Apr. 10th, 2019

kestrell: (Default)
When I went to use it last night, it had been charging for a couple of hours and it was uncomfortably hot. It cooled down after I removed it from the power adapter, and seemed to work fine. After a couple of hours of using it, I realized that it hadn't crashed in two or three days.

And that's about the time it stopped playing.

I pressed the play button, and it read. A sentence. And stopped.

And that's what it did for the est of the night, until I got frustrated and powered it off.

This morning it refuses to play at all.

And thus ends the less than a month long existence of a five hundred dollar piece of assistive tech, may it rest in book Hell.

What do you think book Hell is like? Personally, I think it is filled with an infinite number of copies of The Da Vinci Code in every format. And that's the only book on the shelves. And there are a couple of demons who never turn off the ringers on their phones, and the ring tones are all versions of Bon Jovi songs.
kestrell: (Default)
I just received a very nice email from an academic scholar who I contacted earlier today with a request that she consider adding her book to Bookshare.org.

So this is just a reminder to readers who use Bookshare: if you find a book you would really love to read, and it isn't already in Bookshare, consider contacting the author or publisher and asking them to add that book to the Bookshare collection. I usually try to contact the author first, because most are thrilled to hear from someone who wants to read their book, and to find out that there is a way to make their books accessible to PWD.

Many writers and publishers still don't know about Bookshare, so in my emails I usually include a link to the Bookshare page describing how authors can get their books added to the library
https://www.bookshare.org/cms/partners/authors
kestrell: (Default)
At an adult level, and before they are old enough to learn to read braille. Could this imply that people who are born blind are intellectually inclined to be storytellers? Could all those blind bards and poets be a product as much of nature as of nurture?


An unchanged copy of every record below, without pictures, is the goal.

+ + + + + + +

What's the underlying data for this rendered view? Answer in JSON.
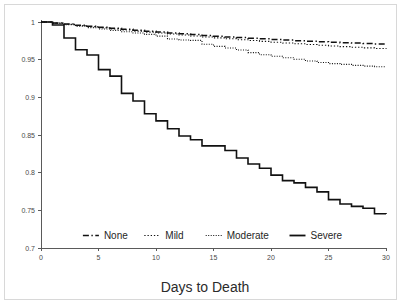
{
  "figure": {
    "background_color": "#ffffff",
    "frame_color": "#d8d8d8",
    "axis_color": "#5a5a5a",
    "line_color": "#111111"
  },
  "chart_data": {
    "type": "line",
    "title": "",
    "subtitle": "",
    "xlabel": "Days to Death",
    "ylabel": "",
    "xlim": [
      0,
      30
    ],
    "ylim": [
      0.7,
      1
    ],
    "xticks": [
      0,
      5,
      10,
      15,
      20,
      25,
      30
    ],
    "xtick_labels": [
      "0",
      "5",
      "10",
      "15",
      "20",
      "25",
      "30"
    ],
    "yticks": [
      0.7,
      0.75,
      0.8,
      0.85,
      0.9,
      0.95,
      1
    ],
    "ytick_labels": [
      "0.7",
      "0.75",
      "0.8",
      "0.85",
      "0.9",
      "0.95",
      "1"
    ],
    "grid": false,
    "legend_position": "bottom",
    "step_type": "post",
    "series": [
      {
        "name": "None",
        "line_style": "dash-dot",
        "line_width": 1.5,
        "color": "#111111",
        "x": [
          0,
          1,
          2,
          3,
          4,
          5,
          6,
          7,
          8,
          9,
          10,
          11,
          12,
          13,
          14,
          15,
          16,
          17,
          18,
          19,
          20,
          21,
          22,
          23,
          24,
          25,
          26,
          27,
          28,
          29,
          30
        ],
        "values": [
          1,
          0.9988,
          0.9973,
          0.9958,
          0.9944,
          0.993,
          0.9916,
          0.9903,
          0.989,
          0.9878,
          0.9866,
          0.9855,
          0.9844,
          0.9833,
          0.9822,
          0.9812,
          0.9802,
          0.9793,
          0.9784,
          0.9776,
          0.9768,
          0.976,
          0.9752,
          0.9745,
          0.9738,
          0.9732,
          0.9726,
          0.972,
          0.9714,
          0.9709,
          0.9704
        ]
      },
      {
        "name": "Mild",
        "line_style": "dotted",
        "line_width": 1.1,
        "color": "#111111",
        "x": [
          0,
          1,
          2,
          3,
          4,
          5,
          6,
          7,
          8,
          9,
          10,
          11,
          12,
          13,
          14,
          15,
          16,
          17,
          18,
          19,
          20,
          21,
          22,
          23,
          24,
          25,
          26,
          27,
          28,
          29,
          30
        ],
        "values": [
          1,
          0.9985,
          0.9968,
          0.9952,
          0.9937,
          0.9922,
          0.9907,
          0.9893,
          0.9879,
          0.9866,
          0.9853,
          0.984,
          0.9827,
          0.9814,
          0.9801,
          0.9789,
          0.9777,
          0.9765,
          0.9754,
          0.9743,
          0.9732,
          0.9721,
          0.9711,
          0.9701,
          0.9691,
          0.9682,
          0.9673,
          0.9664,
          0.9656,
          0.9648,
          0.9641
        ]
      },
      {
        "name": "Moderate",
        "line_style": "fine-dotted",
        "line_width": 1.1,
        "color": "#111111",
        "x": [
          0,
          1,
          2,
          3,
          4,
          5,
          6,
          7,
          8,
          9,
          10,
          11,
          12,
          13,
          14,
          15,
          16,
          17,
          18,
          19,
          20,
          21,
          22,
          23,
          24,
          25,
          26,
          27,
          28,
          29,
          30
        ],
        "values": [
          1,
          0.9982,
          0.9963,
          0.9944,
          0.9925,
          0.9907,
          0.9889,
          0.9871,
          0.9853,
          0.9836,
          0.9812,
          0.9775,
          0.9762,
          0.9756,
          0.9705,
          0.9676,
          0.9655,
          0.9628,
          0.9594,
          0.9566,
          0.9545,
          0.9526,
          0.9505,
          0.9482,
          0.9462,
          0.9448,
          0.9437,
          0.9424,
          0.9414,
          0.9406,
          0.9402
        ]
      },
      {
        "name": "Severe",
        "line_style": "solid",
        "line_width": 1.6,
        "color": "#111111",
        "x": [
          0,
          1,
          2,
          3,
          4,
          5,
          6,
          7,
          8,
          9,
          10,
          11,
          12,
          13,
          14,
          15,
          16,
          17,
          18,
          19,
          20,
          21,
          22,
          23,
          24,
          25,
          26,
          27,
          28,
          29,
          30
        ],
        "values": [
          1,
          0.996,
          0.9788,
          0.9632,
          0.9562,
          0.9368,
          0.9282,
          0.9053,
          0.8952,
          0.8782,
          0.8687,
          0.8583,
          0.8487,
          0.8436,
          0.8355,
          0.8355,
          0.8295,
          0.8195,
          0.8115,
          0.8059,
          0.7968,
          0.7895,
          0.7865,
          0.7805,
          0.7745,
          0.7642,
          0.7585,
          0.7552,
          0.7528,
          0.7455,
          0.7452
        ]
      }
    ]
  },
  "legend": {
    "entries": [
      {
        "label": "None",
        "style": "dash-dot"
      },
      {
        "label": "Mild",
        "style": "dotted"
      },
      {
        "label": "Moderate",
        "style": "fine-dotted"
      },
      {
        "label": "Severe",
        "style": "solid"
      }
    ]
  }
}
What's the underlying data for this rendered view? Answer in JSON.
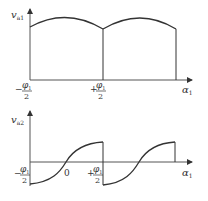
{
  "diagram": {
    "top": {
      "y_axis_label": "v",
      "y_axis_sub": "a1",
      "x_axis_label": "α",
      "x_axis_sub": "1",
      "tick_left_sign": "−",
      "tick_left_num": "φ",
      "tick_left_num_sub": "1",
      "tick_left_den": "2",
      "tick_right_sign": "+",
      "tick_right_num": "φ",
      "tick_right_num_sub": "1",
      "tick_right_den": "2"
    },
    "bottom": {
      "y_axis_label": "v",
      "y_axis_sub": "a2",
      "x_axis_label": "α",
      "x_axis_sub": "1",
      "zero_label": "0",
      "tick_left_sign": "−",
      "tick_left_num": "φ",
      "tick_left_num_sub": "1",
      "tick_left_den": "2",
      "tick_right_sign": "+",
      "tick_right_num": "φ",
      "tick_right_num_sub": "1",
      "tick_right_den": "2"
    },
    "colors": {
      "line": "#333333",
      "axis": "#555555"
    }
  }
}
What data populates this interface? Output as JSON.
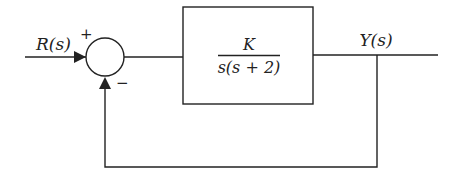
{
  "diagram": {
    "type": "feedback-control-block-diagram",
    "input_label": "R(s)",
    "output_label": "Y(s)",
    "summing_junction": {
      "plus_sign": "+",
      "minus_sign": "−"
    },
    "plant_block": {
      "numerator": "K",
      "denominator": "s(s + 2)"
    },
    "feedback": "unity negative feedback",
    "colors": {
      "stroke": "#222222",
      "background": "#ffffff"
    }
  }
}
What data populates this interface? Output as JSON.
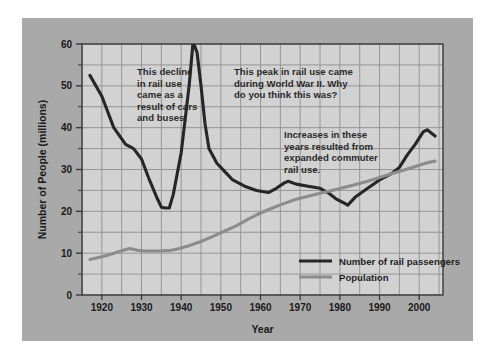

+ + + + + + +

OUTPUT OF THE EXERCISE >>
What's the underlying data for this rendered view? Answer in JSON.
{
  "figure": {
    "background_color": "#ffffff",
    "frame_color": "#d8d8d8",
    "axis_color": "#5a5a5a",
    "line_color": "#111111"
  },
  "chart_data": {
    "type": "line",
    "title": "",
    "subtitle": "",
    "xlabel": "Days to Death",
    "ylabel": "",
    "xlim": [
      0,
      30
    ],
    "ylim": [
      0.7,
      1
    ],
    "xticks": [
      0,
      5,
      10,
      15,
      20,
      25,
      30
    ],
    "xtick_labels": [
      "0",
      "5",
      "10",
      "15",
      "20",
      "25",
      "30"
    ],
    "yticks": [
      0.7,
      0.75,
      0.8,
      0.85,
      0.9,
      0.95,
      1
    ],
    "ytick_labels": [
      "0.7",
      "0.75",
      "0.8",
      "0.85",
      "0.9",
      "0.95",
      "1"
    ],
    "grid": false,
    "legend_position": "bottom",
    "step_type": "post",
    "series": [
      {
        "name": "None",
        "line_style": "dash-dot",
        "line_width": 1.5,
        "color": "#111111",
        "x": [
          0,
          1,
          2,
          3,
          4,
          5,
          6,
          7,
          8,
          9,
          10,
          11,
          12,
          13,
          14,
          15,
          16,
          17,
          18,
          19,
          20,
          21,
          22,
          23,
          24,
          25,
          26,
          27,
          28,
          29,
          30
        ],
        "values": [
          1,
          0.9988,
          0.9973,
          0.9958,
          0.9944,
          0.993,
          0.9916,
          0.9903,
          0.989,
          0.9878,
          0.9866,
          0.9855,
          0.9844,
          0.9833,
          0.9822,
          0.9812,
          0.9802,
          0.9793,
          0.9784,
          0.9776,
          0.9768,
          0.976,
          0.9752,
          0.9745,
          0.9738,
          0.9732,
          0.9726,
          0.972,
          0.9714,
          0.9709,
          0.9704
        ]
      },
      {
        "name": "Mild",
        "line_style": "dotted",
        "line_width": 1.1,
        "color": "#111111",
        "x": [
          0,
          1,
          2,
          3,
          4,
          5,
          6,
          7,
          8,
          9,
          10,
          11,
          12,
          13,
          14,
          15,
          16,
          17,
          18,
          19,
          20,
          21,
          22,
          23,
          24,
          25,
          26,
          27,
          28,
          29,
          30
        ],
        "values": [
          1,
          0.9985,
          0.9968,
          0.9952,
          0.9937,
          0.9922,
          0.9907,
          0.9893,
          0.9879,
          0.9866,
          0.9853,
          0.984,
          0.9827,
          0.9814,
          0.9801,
          0.9789,
          0.9777,
          0.9765,
          0.9754,
          0.9743,
          0.9732,
          0.9721,
          0.9711,
          0.9701,
          0.9691,
          0.9682,
          0.9673,
          0.9664,
          0.9656,
          0.9648,
          0.9641
        ]
      },
      {
        "name": "Moderate",
        "line_style": "fine-dotted",
        "line_width": 1.1,
        "color": "#111111",
        "x": [
          0,
          1,
          2,
          3,
          4,
          5,
          6,
          7,
          8,
          9,
          10,
          11,
          12,
          13,
          14,
          15,
          16,
          17,
          18,
          19,
          20,
          21,
          22,
          23,
          24,
          25,
          26,
          27,
          28,
          29,
          30
        ],
        "values": [
          1,
          0.9982,
          0.9963,
          0.9944,
          0.9925,
          0.9907,
          0.9889,
          0.9871,
          0.9853,
          0.9836,
          0.9812,
          0.9775,
          0.9762,
          0.9756,
          0.9705,
          0.9676,
          0.9655,
          0.9628,
          0.9594,
          0.9566,
          0.9545,
          0.9526,
          0.9505,
          0.9482,
          0.9462,
          0.9448,
          0.9437,
          0.9424,
          0.9414,
          0.9406,
          0.9402
        ]
      },
      {
        "name": "Severe",
        "line_style": "solid",
        "line_width": 1.6,
        "color": "#111111",
        "x": [
          0,
          1,
          2,
          3,
          4,
          5,
          6,
          7,
          8,
          9,
          10,
          11,
          12,
          13,
          14,
          15,
          16,
          17,
          18,
          19,
          20,
          21,
          22,
          23,
          24,
          25,
          26,
          27,
          28,
          29,
          30
        ],
        "values": [
          1,
          0.996,
          0.9788,
          0.9632,
          0.9562,
          0.9368,
          0.9282,
          0.9053,
          0.8952,
          0.8782,
          0.8687,
          0.8583,
          0.8487,
          0.8436,
          0.8355,
          0.8355,
          0.8295,
          0.8195,
          0.8115,
          0.8059,
          0.7968,
          0.7895,
          0.7865,
          0.7805,
          0.7745,
          0.7642,
          0.7585,
          0.7552,
          0.7528,
          0.7455,
          0.7452
        ]
      }
    ]
  },
  "legend": {
    "entries": [
      {
        "label": "None",
        "style": "dash-dot"
      },
      {
        "label": "Mild",
        "style": "dotted"
      },
      {
        "label": "Moderate",
        "style": "fine-dotted"
      },
      {
        "label": "Severe",
        "style": "solid"
      }
    ]
  }
}
What's the underlying data for this rendered view? Answer in JSON.
{
  "diagram": {
    "top": {
      "y_axis_label": "v",
      "y_axis_sub": "a1",
      "x_axis_label": "α",
      "x_axis_sub": "1",
      "tick_left_sign": "−",
      "tick_left_num": "φ",
      "tick_left_num_sub": "1",
      "tick_left_den": "2",
      "tick_right_sign": "+",
      "tick_right_num": "φ",
      "tick_right_num_sub": "1",
      "tick_right_den": "2"
    },
    "bottom": {
      "y_axis_label": "v",
      "y_axis_sub": "a2",
      "x_axis_label": "α",
      "x_axis_sub": "1",
      "zero_label": "0",
      "tick_left_sign": "−",
      "tick_left_num": "φ",
      "tick_left_num_sub": "1",
      "tick_left_den": "2",
      "tick_right_sign": "+",
      "tick_right_num": "φ",
      "tick_right_num_sub": "1",
      "tick_right_den": "2"
    },
    "colors": {
      "line": "#333333",
      "axis": "#555555"
    }
  }
}
What data populates this interface? Output as JSON.
{
  "diagram": {
    "type": "feedback-control-block-diagram",
    "input_label": "R(s)",
    "output_label": "Y(s)",
    "summing_junction": {
      "plus_sign": "+",
      "minus_sign": "−"
    },
    "plant_block": {
      "numerator": "K",
      "denominator": "s(s + 2)"
    },
    "feedback": "unity negative feedback",
    "colors": {
      "stroke": "#222222",
      "background": "#ffffff"
    }
  }
}
What data populates this interface? Output as JSON.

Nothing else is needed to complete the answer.